To Black mothers, with love: a tribute in words and paintings - includes poetry
Ebony, May, 1991 by Sojourner Truth, Booker T. Washington, W.E.B. Du Bois, Albert Rice, Mari Evans, Langston Hughes
THE father and his worship is Asia; Europe is the precocious, self-centered, forward-striving child; but the land of the mother is and was Africa. . . . Nor does this all seem to be solely a survival of the historic matriarchate through which all nations pass, - it appears to be more than this, - as if the great Black race in passing up the steps of human culture gave the world, not only the Iron Age, the cultivation of the soil, and the domestication of animals, but also, in peculiar emphasis, the mother-idea.
I CAN remember when I was a little, young [slave] girl, how my old mammy would sit out of doors in the evenings and look up at the stars and groan, and I would say, "Mammy, what makes you groan so?" And she would say, "I am groaning to think of my poor children; they do not know where I be and I don't know where they be. I look up at the stars and they look up at the stars!"
My mother . . . had little time in which to give attention to the training of her children during the day. She snatched a few moments for our care in the early morning before her work began, and at night after the day's work was done. One of my earliest recollections is that of my mother cooking a chicken late at night, and awakening her children for the purpose of feeding them.
The Black Madonna
Not as the white nations know thee O Mother! . . .
Yet thou art she, the Immaculate Maid, and none other,
Crowned in the stable at Bethlehem, hailed of the star.
See where they come, thy people, so humbly appealing,
From the ancient lands where the olden faiths had birth.
Tired dusky hands uplifted for thy healing.

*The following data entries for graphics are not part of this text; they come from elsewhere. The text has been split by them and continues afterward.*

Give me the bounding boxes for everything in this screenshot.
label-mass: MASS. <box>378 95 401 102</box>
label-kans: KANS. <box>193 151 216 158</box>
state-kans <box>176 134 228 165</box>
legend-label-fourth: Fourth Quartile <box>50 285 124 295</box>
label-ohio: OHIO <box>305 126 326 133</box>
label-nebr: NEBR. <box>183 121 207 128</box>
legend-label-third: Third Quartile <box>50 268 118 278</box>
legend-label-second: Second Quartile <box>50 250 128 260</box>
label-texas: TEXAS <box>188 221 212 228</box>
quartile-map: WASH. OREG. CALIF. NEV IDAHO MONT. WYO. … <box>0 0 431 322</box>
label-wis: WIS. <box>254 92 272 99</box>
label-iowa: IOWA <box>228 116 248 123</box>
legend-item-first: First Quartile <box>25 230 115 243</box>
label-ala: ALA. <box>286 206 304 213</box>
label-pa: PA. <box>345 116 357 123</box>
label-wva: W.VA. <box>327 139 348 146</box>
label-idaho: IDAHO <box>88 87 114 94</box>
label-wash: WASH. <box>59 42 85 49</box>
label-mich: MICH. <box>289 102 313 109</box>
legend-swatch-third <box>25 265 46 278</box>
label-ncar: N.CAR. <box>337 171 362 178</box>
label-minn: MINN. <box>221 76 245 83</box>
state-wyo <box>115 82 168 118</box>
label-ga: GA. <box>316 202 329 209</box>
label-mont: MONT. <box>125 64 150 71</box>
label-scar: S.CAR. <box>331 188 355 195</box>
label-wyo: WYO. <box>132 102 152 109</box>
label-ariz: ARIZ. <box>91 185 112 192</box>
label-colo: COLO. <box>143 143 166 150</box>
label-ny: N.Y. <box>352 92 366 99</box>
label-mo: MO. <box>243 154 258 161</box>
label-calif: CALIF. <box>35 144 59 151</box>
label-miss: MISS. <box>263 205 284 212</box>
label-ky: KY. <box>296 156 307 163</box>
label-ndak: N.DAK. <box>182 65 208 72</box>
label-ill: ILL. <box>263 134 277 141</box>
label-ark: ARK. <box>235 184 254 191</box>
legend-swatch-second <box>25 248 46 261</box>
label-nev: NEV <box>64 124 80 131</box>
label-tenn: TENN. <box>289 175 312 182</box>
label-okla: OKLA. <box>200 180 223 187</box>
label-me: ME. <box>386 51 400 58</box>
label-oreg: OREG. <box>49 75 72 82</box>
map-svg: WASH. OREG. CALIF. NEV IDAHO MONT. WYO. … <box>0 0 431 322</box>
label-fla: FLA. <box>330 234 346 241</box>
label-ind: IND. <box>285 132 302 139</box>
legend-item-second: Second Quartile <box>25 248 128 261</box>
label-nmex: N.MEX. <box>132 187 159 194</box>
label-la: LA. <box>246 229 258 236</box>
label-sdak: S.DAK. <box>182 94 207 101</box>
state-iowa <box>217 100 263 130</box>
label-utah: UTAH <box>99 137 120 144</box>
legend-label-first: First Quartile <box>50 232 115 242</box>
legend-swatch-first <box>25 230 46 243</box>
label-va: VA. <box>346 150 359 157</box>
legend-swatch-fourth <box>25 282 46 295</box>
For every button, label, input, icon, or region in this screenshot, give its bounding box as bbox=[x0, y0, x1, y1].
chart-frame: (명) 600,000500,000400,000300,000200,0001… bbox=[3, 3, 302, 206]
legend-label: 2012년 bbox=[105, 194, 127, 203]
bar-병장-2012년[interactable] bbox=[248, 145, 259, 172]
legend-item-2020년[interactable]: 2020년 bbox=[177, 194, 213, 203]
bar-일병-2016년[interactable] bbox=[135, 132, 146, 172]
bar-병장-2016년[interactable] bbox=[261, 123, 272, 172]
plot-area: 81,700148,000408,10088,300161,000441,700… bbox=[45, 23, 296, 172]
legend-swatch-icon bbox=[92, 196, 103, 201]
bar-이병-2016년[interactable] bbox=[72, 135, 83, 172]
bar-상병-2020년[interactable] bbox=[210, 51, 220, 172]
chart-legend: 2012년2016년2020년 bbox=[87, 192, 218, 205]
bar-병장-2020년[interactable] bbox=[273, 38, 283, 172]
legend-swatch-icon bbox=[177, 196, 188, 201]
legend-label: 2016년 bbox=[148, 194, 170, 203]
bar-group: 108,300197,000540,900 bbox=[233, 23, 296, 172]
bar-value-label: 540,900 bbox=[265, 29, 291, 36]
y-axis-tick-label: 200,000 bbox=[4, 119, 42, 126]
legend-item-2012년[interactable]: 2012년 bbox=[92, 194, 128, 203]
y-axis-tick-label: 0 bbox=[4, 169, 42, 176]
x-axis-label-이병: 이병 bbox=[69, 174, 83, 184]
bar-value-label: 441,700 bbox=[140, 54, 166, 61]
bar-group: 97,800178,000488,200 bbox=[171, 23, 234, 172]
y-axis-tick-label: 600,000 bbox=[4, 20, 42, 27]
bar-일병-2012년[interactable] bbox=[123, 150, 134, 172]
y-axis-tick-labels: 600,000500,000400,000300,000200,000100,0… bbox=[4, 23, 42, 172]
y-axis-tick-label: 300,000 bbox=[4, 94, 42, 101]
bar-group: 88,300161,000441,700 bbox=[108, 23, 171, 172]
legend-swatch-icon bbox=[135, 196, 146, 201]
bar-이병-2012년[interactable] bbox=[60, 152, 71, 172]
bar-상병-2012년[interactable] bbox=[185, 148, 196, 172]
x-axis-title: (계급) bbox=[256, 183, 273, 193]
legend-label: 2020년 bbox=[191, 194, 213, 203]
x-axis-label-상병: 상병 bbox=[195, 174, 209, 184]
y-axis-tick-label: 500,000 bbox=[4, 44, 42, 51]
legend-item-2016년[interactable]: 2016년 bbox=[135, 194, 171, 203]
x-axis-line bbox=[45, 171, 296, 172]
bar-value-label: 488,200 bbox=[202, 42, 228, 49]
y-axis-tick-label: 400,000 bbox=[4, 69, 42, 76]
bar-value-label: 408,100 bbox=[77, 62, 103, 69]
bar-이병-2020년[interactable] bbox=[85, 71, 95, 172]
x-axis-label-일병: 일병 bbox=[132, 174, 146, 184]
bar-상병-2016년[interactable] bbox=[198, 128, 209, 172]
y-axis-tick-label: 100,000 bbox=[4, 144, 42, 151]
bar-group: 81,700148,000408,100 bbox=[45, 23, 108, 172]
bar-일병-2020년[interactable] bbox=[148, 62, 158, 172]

Pity them, Mother, the untaught of earth.
I AM A
BLACK WOMAN
I am a black woman tall as a cypress strong beyond all definition still defying place and time and circumstance assailed impervious indestructible Look on me and be renewed
MOTHER TO SON
Well, son, I'll tell you: Life for me ain't been no crystal stair. It's had tacks in it, And splinters, And boards torn up, And places with no carpet on the floor - Bare. But all the time I'se been a-climbin' on, And reachin' landin's, And turnin' corners, And sometimes goin' in the dark Where there ain't been no light. So boy, don't you turn back. Don't you set down on the steps |Cause you finds it's kinder hard. Don't you fall now - For I'se still goin', honey, I'se still climbin', And life for me ain't been no crystal stair.